Moore (Thomas) could never make a speech.
(Dickens and Prince Albert always spoke well and fluently.)
Speed, an inveterate punster, and the clownish servant of Valentine, one of the two “gentlemen of Verona.”--Shakespeare, The Two Gentlemen of Verona (1594).
Speed the Plough, a comedy by Thomas Morton (1798). Farmer Ashfield brings up a boy named Henry, greatly beloved by every one. This Henry is in reality the son of “Morrington,” younger brother of Sir Philip Blandford. The two brothers fixed their love on the same lady, but the younger married her, whereupon Sir Philip stabbed him to the heart, and fully thought him to be dead, but after twenty years, the wounded man reappeared, and claimed his son. Henry marries his cousin, Emma Blandford; and the farmer’s daughter, Susan, marries Robert, only son of Sir Abel Handy.
Spenlow (Mr.), father of Dora (q.v.). He was a proctor, to whom David Copperfield was articled. Mr. Spenlow was killed in a carriage accident.
Misses Lavinia and Clarissa Spenlow, two spinster aunts of Dora Spenlow, with whom she lived at the death of her father.
They were not unlike birds altogether, having a sharp, brisk, sudden manner, and a little, short, spruce way of adjusting themselves, like canaries.--C. Dickens, David Copperfield, xli. (1849).

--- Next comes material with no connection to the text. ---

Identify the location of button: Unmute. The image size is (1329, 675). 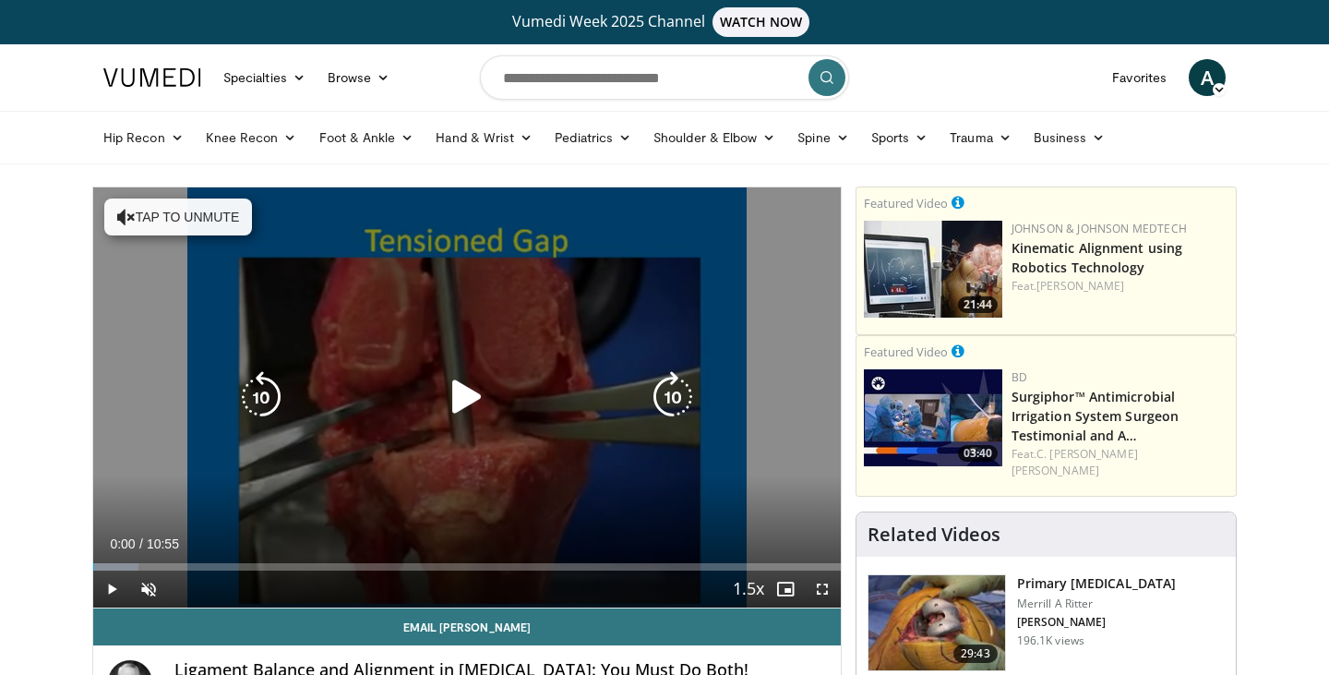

Spens (Sir Patrick), a Scotch hero, sent, in the winter-time, on a mission to Norway. His ship, in its home passage, was wrecked off the coast of Aberdeen, and every one on board was lost. The incident has furnished the subject of a spirited Scotch ballad by Lady Lindsay.
Spenser. The Spenser of English Prose Writers, Jeremy Taylor (1613-1667).
Spenser. From Spenser to Flecknoe, that is, from the top to the bottom of all poetry; from the sublime to the ridiculous.--Dryden, Comment on Spenser, etc.